Fordogrim stood up grandly from his table as the lasses approached with their grand dam, motioning to Gerdy and Fatty to rise as well. His cousins’ eyes were as saucers as they got to their feet, for they were bachelors both, and shy around lasses. Like most hobbits, they looked forward to settling down someday, but as yet their minds had not wandered too far from their work. For his part, Fordogrim enjoyed the company of a pretty maid but had little inclination toward marriage, enjoying, as he said to his friends repeatedly, “the leisure to eat my second breakfast and elevenses whenever and wherever I please, and the freedom of popping out to the local for an ale at any hour.” So it was with a purely aesthetic and somewhat disinterested enjoyment that he gazed upon Lilly and Rose as they approached.
Stepping forward from the table he dropped them a bow that would have been grand in someone of more normal height, but being as he was but barely 24 inches tall, it merely emphasized his extreme smallness. Standing erect once more he addressed the women in as polite a tone as he could muster. “Thank you very much for accepting of our invitation, ladies, for we are three strangers to these here parts. What is more, for all that we are unfamiliar with this part of the Shire, we’re all too familiar of each other, having spent so much time together that there’s little new to say. It will be a pleasure to make your acquaintance.” And with that he bowed once more. Before anyone could recover from this display, tiny Fordogrim leapt toward the extra chairs that Tim had smartly provided and held them out in turn for each of the ladies. As he seated them he introduced himself and his cousins (“This here is Fatty, whose name, you’ll note, doesn’t fit him – not yet at least, but we’re hoping to get him fed up on this trip a bit more! And this is his brother Gerdy – a right good worker, and as steady a fellow as you’d like to meet!”). When he had pushed in all three chairs (and spent, if the truth be told, a little longer doing so with Rose and Lilly than with Violet), Fordogrim sat himself at the table and called out to Ruby for more food, “so as we three can keep you three better company.”
When all were settled he turned to Lilly and Rose (whom he had quite cannily seated directly across from himself, the better to see their faces; Violet he had sat as his right hand, facing the cousins) and asked if they had heard of the party that was to be held at the Inn this night? “For,” he said, “it’s to be a grand affair in celebration of my very own ales and lagers. And there’s sure to be ever so much to do at it. Singing and people as meeting with one another…and dancing, to be sure!” And here he looked at the younger lasses with a decided twinkle in his eye.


**TASK BRIEF**
Below are the entries to work from; restate word for word the portion that opens with the line containing "In this [1024, 768]" and closes with the line containing "What is the bounding box for taxi?", keeping both.

**TASK DATA**
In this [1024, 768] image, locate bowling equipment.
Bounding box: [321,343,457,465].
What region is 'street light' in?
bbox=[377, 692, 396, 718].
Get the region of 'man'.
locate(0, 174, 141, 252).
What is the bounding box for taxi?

...

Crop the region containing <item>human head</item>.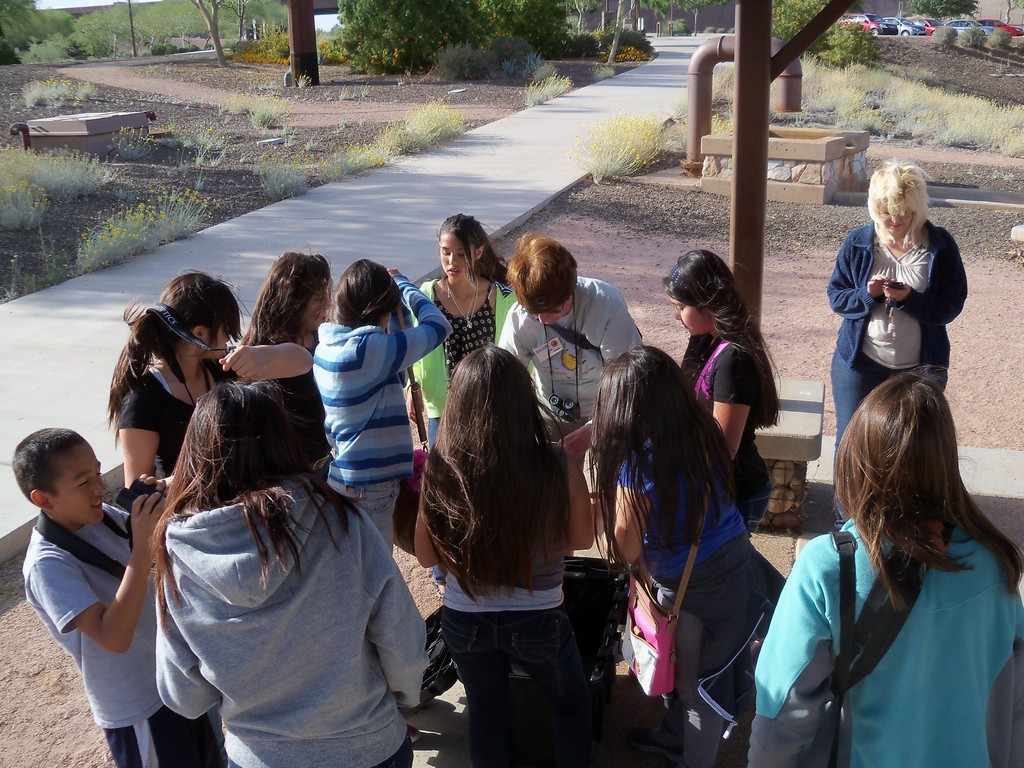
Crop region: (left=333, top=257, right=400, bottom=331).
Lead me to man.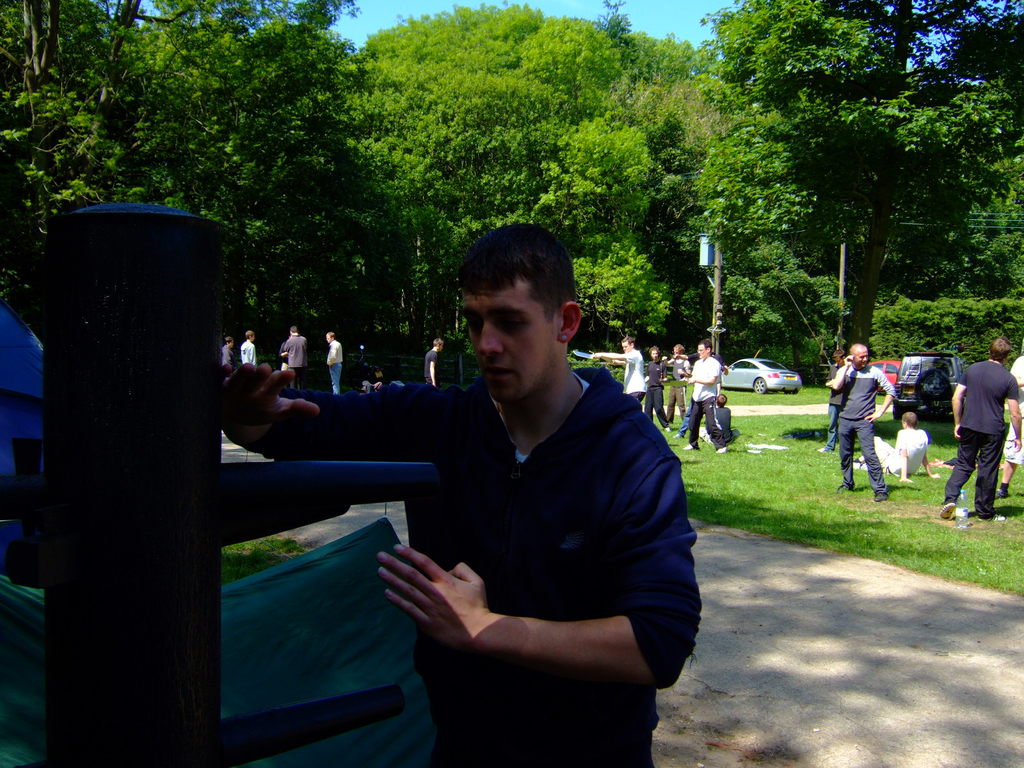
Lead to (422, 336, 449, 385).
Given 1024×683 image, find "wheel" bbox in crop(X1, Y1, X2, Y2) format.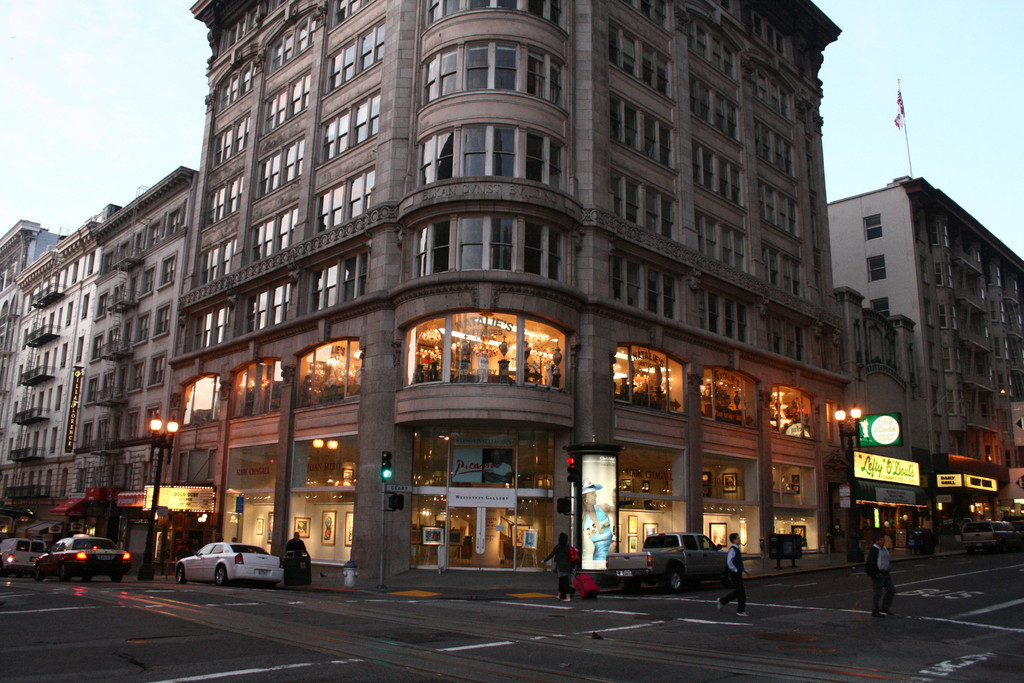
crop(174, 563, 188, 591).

**COMPLETED EXERCISE**
In this [1024, 768] image, locate bowling equipment.
Bounding box: [321,343,457,465].
What region is 'street light' in?
bbox=[377, 692, 396, 718].
Get the region of 'man'.
locate(0, 174, 141, 252).
What is the bounding box for taxi?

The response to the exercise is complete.